USFW shows no guts by not designating Jaguar critical habitat in the Southwest--tabled for another year.......We are willing to declare war based on a 1 % chance that weapons of mass destruction might exist................should we not be willing to provide the magnificent Jaguar protection even if there is just a 1% chance that it still walks the borders of the USA?


The number of jaguars in the wild is unknown.
The U.S. Fish and Wildlife Service has put off for a year proposing a critical habitat area in the Southwest for endangered jaguars.
The proposal was supposed to be made this month, but the agency lacks sufficient data on the animal's habits and needs, it said Monday in a news release.

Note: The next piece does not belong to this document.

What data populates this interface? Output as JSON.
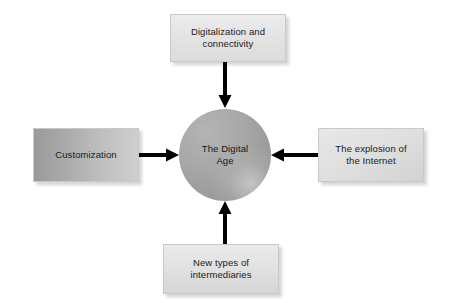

Designation of critical habitat merely identifies areas where endangered species can survive. It does not affect land ownership or establish a refuge or preserve.
Jaguars in Arizona and New Mexico, part of a population that is based in northern Mexico, rarely are found more than 40 miles north of the border, the wildlife service says. No females or breeding have been seen in the U.S. in more than 40 years, it says.
The greatest threat to jaguars in the United States is killing of individual animals, not habitat loss, the wildlife service said in January 2010.
According to the conservation group Defenders of Wildlife, jaguars stand about 2.5 feet tall, are 5.5 to 8 feet long from nose to tip of the tail, and weigh 100 to 250 pounds. The number surviving in the wild is unknown.